The Missions in the PUNJAB & SIND



THE MISSION OF THE CHURCH  MISSIONARY SOCIETY
  AND THE CHURCH OF ENGLAND
  ZENANA  MISSIONARY SOCIETY
  PUNJAB AND SINDH
  BY THE LATE
  REV. ROBERT CLARK, M.A.
  Edited and revised by
  ROBERT MACONACHIE,' LATE I.C.S.

          PREFATORY NOTE.
 THE first edition of this book was published in 1885. In 1899 Mr. Robert Clark sent the copy for a second and revised edition, omitting some parts of the original work, adding new matter, and bringing the history of the different branches of the Mission up to date. At the same time he generously remitted a sum of money to cover in part the expense of the new edition.  It was his wish that Mr. R. Maconachie, for many years a Civil officer in the Punjab, and a member of the C.M.S. Lahore Corresponding Committee, would edit the book; and this task Mr. Maconachie, who had returned to England and was now a member of the Committee at home, kindly undertook. Before, however, he could go through the revised copy, Mr. Clark died, and this threw the whole responsibility of the work upon the editor. Mr. Maconachie then, after a careful examination of the revision, considered that the amount of matter provided was more than could be produced for a price at which the book could be sold. He therefore set to work to condense the whole, and this involved the virtual re-writing of some of the chapters. The references to names and statistics have been brought up to the Annual Report for  1902-03. The book may now, therefore, be almost said to have a double authorship.      No Mission of the Church Missionary Society has been of greater importance, or has excited greater and more varied interest, than that of the Punjab. Besides the regular and ordinary Mission enterprise started in 1852 at Amritsar, and subsequently extended to many stations, it comprises the unique work at Peshawar, the Medical Missions at Kashmir and on the Afghan Frontier, the Divinity School founded by T. V. French, the itinerant labours of Gordon and Bateman, and the extensive women's work of the Church of England Zenana Society; to say nothing of the Province of Sindh and the Himalaya hill stations. The Mission has been remarkable for its distinguished converts from Mohammedanism, particularly the late Dr. Imad-ud-din; and for the hearty and often munificent co-operation of high Civil and Military officers, including such men as Henry and John Lawrence, Herbert Edwardes and Robert Montgomery, Reynell Taylor and Charles Aitchison.

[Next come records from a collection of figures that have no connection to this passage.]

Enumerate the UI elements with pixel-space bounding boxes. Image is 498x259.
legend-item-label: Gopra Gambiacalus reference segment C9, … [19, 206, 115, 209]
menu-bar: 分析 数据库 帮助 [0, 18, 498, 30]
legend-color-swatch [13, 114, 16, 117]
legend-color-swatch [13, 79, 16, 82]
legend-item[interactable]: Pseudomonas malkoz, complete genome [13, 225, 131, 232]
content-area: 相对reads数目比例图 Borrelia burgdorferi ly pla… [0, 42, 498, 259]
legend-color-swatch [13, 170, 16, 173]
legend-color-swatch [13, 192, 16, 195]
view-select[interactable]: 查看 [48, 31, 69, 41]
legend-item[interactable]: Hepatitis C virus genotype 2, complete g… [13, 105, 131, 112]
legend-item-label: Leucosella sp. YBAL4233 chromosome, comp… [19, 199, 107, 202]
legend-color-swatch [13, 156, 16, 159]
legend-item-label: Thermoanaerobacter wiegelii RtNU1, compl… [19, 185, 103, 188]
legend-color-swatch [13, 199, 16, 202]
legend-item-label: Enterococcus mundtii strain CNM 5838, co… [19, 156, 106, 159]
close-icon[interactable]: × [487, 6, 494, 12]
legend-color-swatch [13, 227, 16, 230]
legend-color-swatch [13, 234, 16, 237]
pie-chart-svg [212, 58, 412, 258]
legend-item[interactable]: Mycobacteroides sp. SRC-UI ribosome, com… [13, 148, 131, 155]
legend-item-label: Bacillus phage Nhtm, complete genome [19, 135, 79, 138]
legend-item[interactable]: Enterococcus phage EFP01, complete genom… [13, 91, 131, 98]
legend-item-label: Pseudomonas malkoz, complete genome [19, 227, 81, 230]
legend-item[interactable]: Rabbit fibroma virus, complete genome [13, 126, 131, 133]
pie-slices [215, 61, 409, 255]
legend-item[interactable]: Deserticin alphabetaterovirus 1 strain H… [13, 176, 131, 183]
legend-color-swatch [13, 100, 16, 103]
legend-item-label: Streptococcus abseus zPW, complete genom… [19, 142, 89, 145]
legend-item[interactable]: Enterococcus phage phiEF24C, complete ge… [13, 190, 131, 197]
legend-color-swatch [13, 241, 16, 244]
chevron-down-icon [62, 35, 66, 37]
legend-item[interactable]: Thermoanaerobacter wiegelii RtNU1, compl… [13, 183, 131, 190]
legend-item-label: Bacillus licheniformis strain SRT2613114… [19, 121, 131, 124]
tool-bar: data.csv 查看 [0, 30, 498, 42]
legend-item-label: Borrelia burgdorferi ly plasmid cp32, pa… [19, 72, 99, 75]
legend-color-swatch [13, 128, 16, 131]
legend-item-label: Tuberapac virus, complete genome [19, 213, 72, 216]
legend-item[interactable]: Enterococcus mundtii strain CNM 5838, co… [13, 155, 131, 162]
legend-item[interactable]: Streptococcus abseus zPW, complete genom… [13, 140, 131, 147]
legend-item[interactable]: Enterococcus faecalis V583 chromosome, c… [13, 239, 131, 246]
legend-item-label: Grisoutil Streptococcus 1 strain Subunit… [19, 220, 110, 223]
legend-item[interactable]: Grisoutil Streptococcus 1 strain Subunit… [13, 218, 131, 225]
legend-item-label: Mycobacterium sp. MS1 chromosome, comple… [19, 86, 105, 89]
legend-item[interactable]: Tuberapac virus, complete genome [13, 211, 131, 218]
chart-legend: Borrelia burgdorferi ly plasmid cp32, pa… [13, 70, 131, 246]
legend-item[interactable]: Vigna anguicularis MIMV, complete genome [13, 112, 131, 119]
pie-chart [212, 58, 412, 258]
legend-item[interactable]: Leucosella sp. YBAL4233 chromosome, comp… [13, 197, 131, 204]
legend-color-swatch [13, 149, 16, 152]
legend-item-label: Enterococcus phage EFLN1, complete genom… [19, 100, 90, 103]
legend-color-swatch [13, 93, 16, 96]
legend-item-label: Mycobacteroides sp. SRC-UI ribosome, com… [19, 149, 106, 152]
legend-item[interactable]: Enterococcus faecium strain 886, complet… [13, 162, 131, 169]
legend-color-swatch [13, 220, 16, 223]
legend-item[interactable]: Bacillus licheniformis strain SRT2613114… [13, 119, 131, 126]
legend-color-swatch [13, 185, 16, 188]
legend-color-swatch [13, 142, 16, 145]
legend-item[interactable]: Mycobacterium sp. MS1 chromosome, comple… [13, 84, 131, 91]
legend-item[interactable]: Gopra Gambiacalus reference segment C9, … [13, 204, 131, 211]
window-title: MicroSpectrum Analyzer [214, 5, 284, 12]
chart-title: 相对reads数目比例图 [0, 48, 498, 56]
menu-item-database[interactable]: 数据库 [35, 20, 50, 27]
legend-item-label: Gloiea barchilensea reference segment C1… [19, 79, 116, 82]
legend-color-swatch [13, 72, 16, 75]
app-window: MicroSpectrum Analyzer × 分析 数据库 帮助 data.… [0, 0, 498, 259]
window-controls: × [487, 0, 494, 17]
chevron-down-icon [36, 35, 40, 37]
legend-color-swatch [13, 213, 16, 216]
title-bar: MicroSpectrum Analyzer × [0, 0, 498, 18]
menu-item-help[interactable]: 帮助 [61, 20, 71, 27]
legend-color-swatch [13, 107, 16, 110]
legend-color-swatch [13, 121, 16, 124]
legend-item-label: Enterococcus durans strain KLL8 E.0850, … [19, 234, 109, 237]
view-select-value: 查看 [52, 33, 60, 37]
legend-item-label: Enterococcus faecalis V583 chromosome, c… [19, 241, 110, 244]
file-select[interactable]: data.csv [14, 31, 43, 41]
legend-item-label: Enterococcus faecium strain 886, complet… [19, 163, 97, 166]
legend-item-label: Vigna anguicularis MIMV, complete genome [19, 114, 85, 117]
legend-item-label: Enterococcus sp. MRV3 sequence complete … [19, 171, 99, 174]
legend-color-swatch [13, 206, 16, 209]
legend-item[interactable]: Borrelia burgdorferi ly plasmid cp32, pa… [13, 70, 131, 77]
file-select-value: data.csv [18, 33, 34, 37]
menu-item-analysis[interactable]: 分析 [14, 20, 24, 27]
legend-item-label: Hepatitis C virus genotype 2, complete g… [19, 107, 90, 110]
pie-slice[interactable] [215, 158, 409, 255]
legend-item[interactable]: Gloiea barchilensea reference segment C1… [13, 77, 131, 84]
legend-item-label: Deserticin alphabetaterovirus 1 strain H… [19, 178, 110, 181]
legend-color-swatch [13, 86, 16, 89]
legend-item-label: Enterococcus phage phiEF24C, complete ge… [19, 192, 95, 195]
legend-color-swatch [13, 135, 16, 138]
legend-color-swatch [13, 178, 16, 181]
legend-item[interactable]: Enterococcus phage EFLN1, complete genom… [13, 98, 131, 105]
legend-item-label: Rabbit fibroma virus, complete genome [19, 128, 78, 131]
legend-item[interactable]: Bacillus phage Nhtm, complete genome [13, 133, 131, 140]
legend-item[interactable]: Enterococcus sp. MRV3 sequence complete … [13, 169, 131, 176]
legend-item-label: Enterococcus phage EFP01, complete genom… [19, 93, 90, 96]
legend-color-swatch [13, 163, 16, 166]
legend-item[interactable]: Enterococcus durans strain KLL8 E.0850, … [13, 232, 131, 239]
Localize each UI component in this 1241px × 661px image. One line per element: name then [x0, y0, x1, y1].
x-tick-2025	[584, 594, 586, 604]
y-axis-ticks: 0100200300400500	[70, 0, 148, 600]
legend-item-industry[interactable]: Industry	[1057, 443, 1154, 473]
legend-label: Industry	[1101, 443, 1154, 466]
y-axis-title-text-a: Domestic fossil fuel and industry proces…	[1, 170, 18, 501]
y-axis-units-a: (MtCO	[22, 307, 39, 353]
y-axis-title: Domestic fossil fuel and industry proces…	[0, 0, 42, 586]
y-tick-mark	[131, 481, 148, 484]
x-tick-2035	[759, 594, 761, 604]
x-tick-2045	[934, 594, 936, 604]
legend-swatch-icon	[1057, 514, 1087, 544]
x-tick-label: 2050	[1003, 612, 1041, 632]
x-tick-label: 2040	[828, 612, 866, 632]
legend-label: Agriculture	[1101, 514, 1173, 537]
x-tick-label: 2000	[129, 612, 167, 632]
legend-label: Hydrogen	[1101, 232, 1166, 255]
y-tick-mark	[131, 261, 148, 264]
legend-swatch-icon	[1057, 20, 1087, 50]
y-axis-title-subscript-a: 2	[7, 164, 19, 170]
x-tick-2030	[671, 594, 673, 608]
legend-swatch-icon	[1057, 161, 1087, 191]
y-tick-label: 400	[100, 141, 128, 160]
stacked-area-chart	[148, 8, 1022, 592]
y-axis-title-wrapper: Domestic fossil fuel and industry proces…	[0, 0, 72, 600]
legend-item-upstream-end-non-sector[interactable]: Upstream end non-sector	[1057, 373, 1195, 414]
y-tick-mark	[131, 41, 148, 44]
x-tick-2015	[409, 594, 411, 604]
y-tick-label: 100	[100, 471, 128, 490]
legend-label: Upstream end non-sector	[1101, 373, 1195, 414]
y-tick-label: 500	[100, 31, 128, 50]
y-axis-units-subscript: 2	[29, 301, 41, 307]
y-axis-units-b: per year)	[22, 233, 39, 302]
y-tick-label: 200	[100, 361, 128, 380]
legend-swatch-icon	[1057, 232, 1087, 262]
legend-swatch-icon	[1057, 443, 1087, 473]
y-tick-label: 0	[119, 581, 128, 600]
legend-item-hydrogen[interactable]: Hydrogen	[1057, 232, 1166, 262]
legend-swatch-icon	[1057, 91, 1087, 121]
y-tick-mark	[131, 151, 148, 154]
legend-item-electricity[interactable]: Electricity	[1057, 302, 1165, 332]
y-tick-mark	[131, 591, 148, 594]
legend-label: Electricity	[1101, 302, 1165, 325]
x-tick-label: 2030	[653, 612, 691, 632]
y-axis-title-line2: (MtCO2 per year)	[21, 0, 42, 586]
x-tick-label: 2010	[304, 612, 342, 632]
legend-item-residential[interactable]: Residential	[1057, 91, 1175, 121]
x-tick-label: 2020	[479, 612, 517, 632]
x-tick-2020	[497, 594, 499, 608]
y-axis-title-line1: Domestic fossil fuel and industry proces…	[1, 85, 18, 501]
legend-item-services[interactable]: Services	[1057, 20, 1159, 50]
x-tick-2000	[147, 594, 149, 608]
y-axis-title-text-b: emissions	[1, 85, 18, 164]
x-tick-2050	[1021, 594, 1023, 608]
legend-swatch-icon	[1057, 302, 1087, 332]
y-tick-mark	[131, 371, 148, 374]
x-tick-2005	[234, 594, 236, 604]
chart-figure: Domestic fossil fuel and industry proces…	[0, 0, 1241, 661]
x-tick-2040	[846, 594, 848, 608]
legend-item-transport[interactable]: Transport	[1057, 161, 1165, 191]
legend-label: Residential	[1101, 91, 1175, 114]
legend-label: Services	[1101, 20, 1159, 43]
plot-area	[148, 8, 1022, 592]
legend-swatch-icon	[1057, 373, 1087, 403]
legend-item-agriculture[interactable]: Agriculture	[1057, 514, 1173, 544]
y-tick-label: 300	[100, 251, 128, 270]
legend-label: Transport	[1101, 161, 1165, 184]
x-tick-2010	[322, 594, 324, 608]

Robert Clark was a graduate of Trinity College, Cambridge, being 28th Wrangler in 1850. In 1851 he went out as one of the first two English missionaries to the Punjab, his comrade being the Rev. T. H. Fitzpatrick. He started successively the important Missions at Amritsar, at Peshawar, and in Kashmir. He assisted T. V. French to found the Lahore Divinity College; he established the Alexandra Christian Girls' Boarding-school; he organized the Punjab Native Church Council; he was for years the Hon. Secretary of the Punjab Bible Society and the Punjab Religious Book
Society. He helped the Rev. Dr. Imad-ud-din to prepare Commentaries in the Urdu language on St. Matthew, St. John, and the Acts. When the Diocese of Lahore was established in 1877, and the Punjab and Sindh Missions were removed from the administration of the Calcutta Corresponding Committee, he became Secretary to the new Punjab and Sindh Corresponding Committee, which office he held for twenty years. His knowledge of the work was, naturally, unequalled. He laboured for nearly half a century; and almost all the stations and the various agencies described in this book were started by him or under his auspices. He died on May 16th, 1900, honoured and beloved by all who knew him.

 The Punjab Mission is now fifty years old; and in no way can its jubilee be better commemorated than by the publication of such a work as this. No one can read its chapters without perceiving the hand of God in the successive developments of the work, and in the fruit vouchsafed to the labours of the missionaries. The field has been in many ways a hard one. There have been as yet no mass movements towards Christianity, as formerly in Tinnevelly and latterly in Uganda. But the grace of God has been conspicuously manifested, and the diligent seed-sowing has already
been rewarded by at least the earnest of a coming abundant harvest.